Russ was pale beneath his tan. He opened his mouth. Shut it. Scrubbed his hand over his eyes. He turned away from her, then jerked and spun back around, and she knew with a sick certainty that the words you turned your back on me had been driven into his ear like a spike.

He shook his head. "I'm sorry," he said. His voice was hoarse.

His phone rang. He slapped his pocket, stricken. She waved one hand. "Go ahead," she said. He checked the number. Flipped the phone open.

"Van Alstyne"-he coughed-"Van Alstyne here." She watched him as he listened. Who said getting everything out into the open was a good idea? She didn't feel better, or healthier, or more honest. She just felt dirty. And empty.

"Aw, shit," he said. He closed his eyes for a moment. "Where?" He nodded. "I'll be right there." He listened again. "Yeah. That's fine." He glanced at her. "No, I'll tell her."

Fear stirred in her gut.

"Yeah," Russ said again. " 'Bye." He snapped the phone shut. Looked at her. "That was Lyle. Some kids were in the Cossayuharie Muster Field. They found Amado's body."

VIII

She followed in her own car. He could see her headlights behind him, bright against the tree-shrouded twilight of the mountain road. While he had been in St. Alban's, getting his intestines handed to him on a steaming platter, the sun had set. That seemed appropriate. On the stereo, Bill Deasy sang Is it my curse, to always make the good things worse? He had bought the CD as a present for himself last Christmas, because the songs made him think of Clare.

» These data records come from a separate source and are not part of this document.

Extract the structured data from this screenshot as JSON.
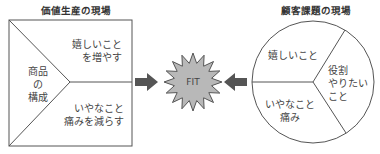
{
  "left_panel": {
    "title": "価値生産の現場",
    "product": [
      "商品",
      "の",
      "構成"
    ],
    "gain": [
      "嬉しいこと",
      "を増やす"
    ],
    "pain": [
      "いやなこと",
      "痛みを減らす"
    ]
  },
  "center": {
    "label": "FIT",
    "fill": "#b8b8b8",
    "arrow_color": "#555555"
  },
  "right_panel": {
    "title": "顧客課題の現場",
    "gain": [
      "嬉しいこと"
    ],
    "pain": [
      "いやなこと",
      "痛み"
    ],
    "job": [
      "役割",
      "やりたい",
      "こと"
    ]
  }
}
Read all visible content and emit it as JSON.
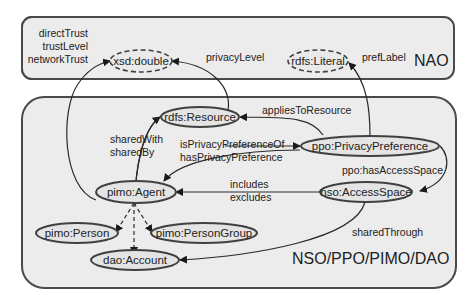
{
  "diagram": {
    "groups": [
      {
        "id": "nao",
        "label": "NAO"
      },
      {
        "id": "nso",
        "label": "NSO/PPO/PIMO/DAO"
      }
    ],
    "nodes": {
      "xsd_double": "xsd:double",
      "rdfs_literal": "rdfs:Literal",
      "rdfs_resource": "rdfs:Resource",
      "ppo_privacy_preference": "ppo:PrivacyPreference",
      "pimo_agent": "pimo:Agent",
      "nso_access_space": "nso:AccessSpace",
      "pimo_person": "pimo:Person",
      "pimo_person_group": "pimo:PersonGroup",
      "dao_account": "dao:Account"
    },
    "edges": {
      "direct_trust": "directTrust",
      "trust_level": "trustLevel",
      "network_trust": "networkTrust",
      "privacy_level": "privacyLevel",
      "pref_label": "prefLabel",
      "applies_to_resource": "appliesToResource",
      "shared_with": "sharedWith",
      "shared_by": "sharedBy",
      "is_privacy_preference_of": "isPrivacyPreferenceOf",
      "has_privacy_preference": "hasPrivacyPreference",
      "has_access_space": "ppo:hasAccessSpace",
      "includes": "includes",
      "excludes": "excludes",
      "shared_through": "sharedThrough"
    }
  }
}
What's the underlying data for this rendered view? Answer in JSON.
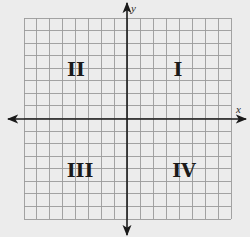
{
  "diagram": {
    "axes": {
      "x_label": "x",
      "y_label": "y"
    },
    "grid": {
      "columns": 16,
      "rows": 16,
      "line_color": "#9a9a9a",
      "axis_color": "#1a1a1a",
      "background": "#ececec"
    },
    "quadrants": [
      {
        "id": "I",
        "label": "I",
        "position": "top-right"
      },
      {
        "id": "II",
        "label": "II",
        "position": "top-left"
      },
      {
        "id": "III",
        "label": "III",
        "position": "bottom-left"
      },
      {
        "id": "IV",
        "label": "IV",
        "position": "bottom-right"
      }
    ]
  }
}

When had he started listening to music again?

He didn't know. He didn't know much of anything, it seemed. How the hell had he wound up gutting the only two women he'd ever loved? He ought to go home and tell his mom he hated her. Make it a perfect trifecta.

From the high ground of the Muster Field, headlights, roof lights, portable lamps, and road flares blazed against the pale violet sky, as visible as the solstice fires or mountaintop beacons of ancient Scotland. He hoped the modern-day descendents of those Scots would ignore the call, or else his people would be dealing with an unholy mess of spectators and speculation.

He parked his truck at the end of a line of vehicles crowding Route 137's nonexistent shoulder. He spotted at least two SUVs with FIRE AND RESCUE tags. Lyle must have called for help in dealing with the traffic. They would need it. There were already more cars around than official personnel could account for.

He stepped out as Clare pulled in ahead of him. He waited until she emerged from her Subaru. She had reattached her collar. She didn't look at him. "Find whoever's handing out those flares and put one in front of your car," he said. She nodded. Walked past him, up the shadowy road. He reached for her as she went by, then dropped his hand. What the hell was he going to say to her, here and now? He shook his head.

As soon as he stepped onto the field, he heard Lyle bellowing his name. Russ couldn't see anything in the glare of light bars and headlights, but he headed for the sound. Past the rescue vehicle and the squad cars, the rear of the field spread in darkness, the black bulk of the two-hundred-year-old trees picked out against the star-glimmering sky. Heat lightning flickered over the western mountains. A pair of Maglites barely dented the gloom.

"Over here!" Russ followed Lyle's voice, to find the deputy chief struggling to set up one of the halogen site lamps while Kevin Flynn trained two flashlights on the contrary apparatus.

"Kevin, what are you doing here? You're not on tonight." Russ reached for the lamppost and held it aloft so Lyle could unfold the base. "Where's Noble?"

"Lyle called me," Kevin said. He sounded subdued, for a kid whose usual response to a major crime was "Whoopee!"

"I sent Noble back to talk with the kids who found Esfuentes." Lyle grunted as he wrestled the sectional flaps into position.

"Instead of setting up the lights?" Russ crouched down and seized the battery pack. "You're not working to your strengths, here, Lyle."

"I don't want him near the body." Lyle pressed one hand over Russ's and, with the other, jammed the plug into the battery. The darkness exploded into white light, and all three men shielded their eyes.

"He's here?" Instinctively, Russ looked down to see if he was fouling evidence.